Equality in Health

EMHC is building up healthy citizens … And a healthy community

Brook Biggin remembers the first meeting of the Edmonton Men’s Health Collective (EMHC), what feels like many years and more than a few grey hairs ago, in 2015. “It was in my living room, and I brought a 15-pack of PBR. It was a talented group of people, but none of us really knew what we were getting ourselves into,” he says.

A few years earlier, Biggin was diagnosed with HIV, and began working with a local HIV organization. They did good work, but his own lived experience, as well as digging into the data of how queer men were disproportionately affected, told him that something specific for his community was needed. Mainstream allies are important, Biggin says, but “the work is most impactful when it is driven by the minority communities that are impacted the most.”

 

Five years later, the collective is going strong, expanding and learning along the way (they now go by EMHC in recognition of those who need their services but don’t identify as men).

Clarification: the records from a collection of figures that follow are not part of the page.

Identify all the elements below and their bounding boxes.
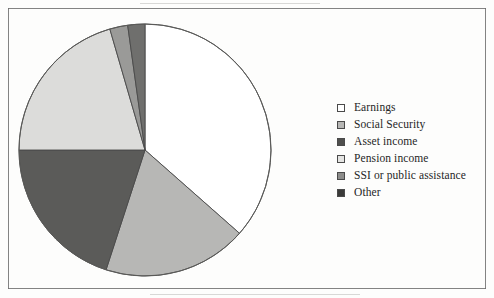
figure-frame: Earnings Social Security Asset income Pe…	[0, 0, 494, 298]
legend-label-earnings: Earnings	[354, 101, 396, 114]
legend-label-pension-income: Pension income	[354, 152, 429, 165]
legend-label-social-security: Social Security	[354, 118, 425, 131]
legend-item-earnings[interactable]: Earnings	[337, 99, 487, 116]
pie-chart-svg	[18, 23, 272, 277]
scan-artifact-top	[140, 3, 320, 4]
legend-swatch-pension-income	[337, 155, 345, 163]
legend-item-ssi-public-assistance[interactable]: SSI or public assistance	[337, 167, 487, 184]
legend-swatch-asset-income	[337, 138, 345, 146]
scan-artifact-bottom	[150, 294, 360, 295]
frame-border-left	[8, 8, 9, 289]
frame-border-bottom	[8, 288, 486, 289]
legend-swatch-other	[337, 189, 345, 197]
legend-label-asset-income: Asset income	[354, 135, 417, 148]
pie-chart	[18, 23, 272, 277]
legend-label-ssi-public-assistance: SSI or public assistance	[354, 169, 466, 182]
legend-item-other[interactable]: Other	[337, 184, 487, 201]
legend-label-other: Other	[354, 186, 381, 199]
legend-swatch-ssi-public-assistance	[337, 172, 345, 180]
frame-border-top	[8, 8, 486, 9]
pie-slice-group	[19, 24, 271, 276]
legend-swatch-earnings	[337, 104, 345, 112]
legend-item-social-security[interactable]: Social Security	[337, 116, 487, 133]
legend-item-pension-income[interactable]: Pension income	[337, 150, 487, 167]
legend-swatch-social-security	[337, 121, 345, 129]
chart-legend: Earnings Social Security Asset income Pe…	[337, 99, 487, 201]
legend-item-asset-income[interactable]: Asset income	[337, 133, 487, 150]
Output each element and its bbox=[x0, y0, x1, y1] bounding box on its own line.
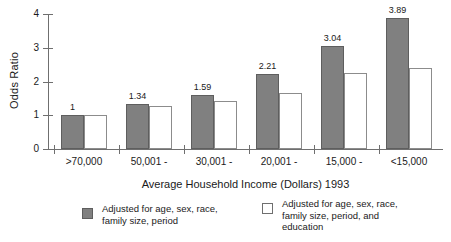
y-axis-tick-label: 4 bbox=[26, 9, 39, 19]
x-axis-category-label: 20,001 - bbox=[242, 156, 316, 167]
chart-legend: Adjusted for age, sex, race, family size… bbox=[0, 198, 451, 242]
y-axis-tick-label: 2 bbox=[26, 77, 39, 87]
legend-swatch-hollow bbox=[262, 203, 273, 214]
y-axis-tick bbox=[43, 14, 53, 15]
x-axis-tick bbox=[119, 145, 120, 154]
bar bbox=[126, 104, 149, 149]
x-axis-tick bbox=[184, 145, 185, 154]
x-axis-tick bbox=[249, 145, 250, 154]
x-axis-category-label: 50,001 - bbox=[112, 156, 186, 167]
bar bbox=[279, 93, 302, 149]
bar-value-label: 3.04 bbox=[312, 34, 353, 43]
x-axis-category-label: <15,000 bbox=[372, 156, 446, 167]
bar bbox=[61, 115, 84, 149]
bar-value-label: 2.21 bbox=[247, 62, 288, 71]
y-axis-title: Odds Ratio bbox=[9, 26, 20, 136]
bar bbox=[214, 101, 237, 149]
bar bbox=[256, 74, 279, 149]
x-axis-category-label: 30,001 - bbox=[177, 156, 251, 167]
bar-value-label: 1 bbox=[52, 103, 93, 112]
bar bbox=[321, 46, 344, 149]
bar bbox=[386, 18, 409, 149]
y-axis-tick-label: 3 bbox=[26, 43, 39, 53]
x-axis-tick bbox=[54, 145, 55, 154]
x-axis-tick bbox=[379, 145, 380, 154]
bar bbox=[344, 73, 367, 149]
bar-value-label: 1.34 bbox=[117, 92, 158, 101]
x-axis-category-label: 15,000 - bbox=[307, 156, 381, 167]
bar bbox=[149, 106, 172, 149]
bar bbox=[84, 115, 107, 149]
y-axis-tick bbox=[43, 115, 53, 116]
x-axis-tick bbox=[314, 145, 315, 154]
legend-swatch-filled bbox=[82, 208, 93, 219]
x-axis-title: Average Household Income (Dollars) 1993 bbox=[48, 178, 443, 190]
y-axis-tick bbox=[43, 149, 53, 150]
bar-chart-figure: Odds Ratio Average Household Income (Dol… bbox=[0, 0, 451, 242]
x-axis-line bbox=[48, 149, 443, 150]
y-axis-tick bbox=[43, 48, 53, 49]
legend-entry-adjusted-base: Adjusted for age, sex, race, family size… bbox=[82, 203, 218, 226]
bar-value-label: 3.89 bbox=[377, 6, 418, 15]
bar bbox=[191, 95, 214, 149]
y-axis-tick bbox=[43, 82, 53, 83]
bar bbox=[409, 68, 432, 149]
y-axis-tick-label: 1 bbox=[26, 110, 39, 120]
legend-entry-adjusted-education: Adjusted for age, sex, race, family size… bbox=[262, 198, 398, 233]
bar-value-label: 1.59 bbox=[182, 83, 223, 92]
legend-label-adjusted-base: Adjusted for age, sex, race, family size… bbox=[102, 203, 218, 226]
legend-label-adjusted-education: Adjusted for age, sex, race, family size… bbox=[282, 198, 398, 233]
y-axis-tick-label: 0 bbox=[26, 144, 39, 154]
x-axis-category-label: >70,000 bbox=[47, 156, 121, 167]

And they’ve garnered more mainstream funds, from all three levels of government, private industry and Edmonton Community Foundation, which recently funded two different projects thanks to endowment funds set up by its generous donors.

The Health Empowerment Through Active Leadership (HEAL) program equips LGBTQ2S+ community members with important health knowledge, as well as research, advocacy and community health promotion skills. Participants then apply these skills through the development and delivery of their own community health projects, often addressing needs that mainstream organizations might overlook. “Somebody with a high school diploma will come away from the program with a practical skill set they can apply in their everyday life, and community,” Biggin says.

The other project digs deeper within the broader LGBTQ2S+ community to better understand the needs, experiences and assets of marginalized groups, and enhance accessibility to services, volunteer opportunities and leadership opportunities. “Two-spirit people, trans and non-binary community members, queer and trans people of colour, people who are deaf — the grant provided us with funds to be more intentional in helping a broader spectrum of community members, and to understand what more inclusive health services look like for them,” Biggin adds.

It’s an extension of the EMHC’s origin story — to tailor health needs to specific, marginalized communities-within-the-community — and it gives Biggin an emotionally satisfying exit strategy in the next year or so. “Part of being a leader is knowing when it’s time to make space for others,” Biggin says. “The organization has afforded me, and others who were involved early on, chances to learn and grow. There are issues that need to be dealt with today that I don’t believe I’m the right person to address. There are a lot of talented people within our community who can make a big difference but have not been given the opportunity to do so.”